Early December marks the kickoff of Amazon’s AWS re:Invent conference in Las Vegas, and ahead of the festivities the tech giant has unveiled a slew of product enhancements. To this end, Amazon Translate, the company’s cloud machine translation service that delivers language translation via API requests, today gained new languages and variants and expanded to new regions globally.

As of today, Translate users can tap 22 new languages and variants from a total of 54 languages and dialects, with 2,804 language pairs supported.
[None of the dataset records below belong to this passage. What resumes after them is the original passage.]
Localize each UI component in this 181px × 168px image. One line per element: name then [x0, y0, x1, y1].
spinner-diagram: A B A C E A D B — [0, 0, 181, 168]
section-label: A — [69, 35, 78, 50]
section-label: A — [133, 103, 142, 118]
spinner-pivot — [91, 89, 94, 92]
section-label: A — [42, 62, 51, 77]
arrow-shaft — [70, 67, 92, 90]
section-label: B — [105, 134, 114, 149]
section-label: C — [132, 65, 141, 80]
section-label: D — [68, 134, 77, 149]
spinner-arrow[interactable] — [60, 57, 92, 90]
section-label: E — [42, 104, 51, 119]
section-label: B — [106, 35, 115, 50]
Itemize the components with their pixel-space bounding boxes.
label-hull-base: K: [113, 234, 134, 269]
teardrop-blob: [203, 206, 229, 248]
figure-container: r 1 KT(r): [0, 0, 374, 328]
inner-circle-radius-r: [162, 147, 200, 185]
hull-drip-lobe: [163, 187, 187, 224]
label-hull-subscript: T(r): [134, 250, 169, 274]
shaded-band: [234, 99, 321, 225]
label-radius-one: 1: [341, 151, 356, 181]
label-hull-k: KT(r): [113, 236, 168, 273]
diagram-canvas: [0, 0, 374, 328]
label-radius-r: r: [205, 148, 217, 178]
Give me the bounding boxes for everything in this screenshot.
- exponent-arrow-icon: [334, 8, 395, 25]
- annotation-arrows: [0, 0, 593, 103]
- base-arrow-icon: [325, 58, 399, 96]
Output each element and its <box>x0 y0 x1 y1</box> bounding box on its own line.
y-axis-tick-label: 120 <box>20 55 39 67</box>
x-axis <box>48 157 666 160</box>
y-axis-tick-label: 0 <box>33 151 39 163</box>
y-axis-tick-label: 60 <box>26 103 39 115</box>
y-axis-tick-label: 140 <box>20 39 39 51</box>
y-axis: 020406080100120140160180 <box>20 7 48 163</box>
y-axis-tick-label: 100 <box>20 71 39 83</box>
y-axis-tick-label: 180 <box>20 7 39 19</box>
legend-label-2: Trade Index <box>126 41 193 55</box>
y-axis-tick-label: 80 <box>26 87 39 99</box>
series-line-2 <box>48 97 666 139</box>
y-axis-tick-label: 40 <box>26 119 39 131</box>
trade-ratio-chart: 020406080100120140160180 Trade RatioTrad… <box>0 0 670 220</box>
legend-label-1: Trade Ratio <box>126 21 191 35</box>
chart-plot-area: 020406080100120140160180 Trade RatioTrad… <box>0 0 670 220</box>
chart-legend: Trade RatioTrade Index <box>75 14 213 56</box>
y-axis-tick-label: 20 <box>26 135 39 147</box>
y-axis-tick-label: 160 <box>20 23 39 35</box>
That’s up from 417 supported pairs in November 2018 and 987 pairs in October (across 25 languages), putting Translate ahead of rival offerings like Baidu Translate (which supports 16 languages) and nearly on par with Google Cloud Translation (over 100 languages and thousands of language pairs) and Microsoft Translator (over 60 languages).
The new languages are: Afrikaans, Albanian, Amharic, Azerbaijani, Bengali, Bosnian, Bulgarian, Croatian, Dari, Estonian, Canadian French, Georgian, Hausa, Latvian, Pashto, Serbian, Slovak, Slovenian, Somali, Swahili, Tagalog, and Tamil.
“Whether you are expanding your retail operations, analyzing employee surveys, or enabling multilingual chat in customer engagement, the new language pairs will help you further streamline and automate your translation workflows by delivering fast, high-quality, and affordable translation,” wrote AWS technical evangelist Julien Simon in a blog post.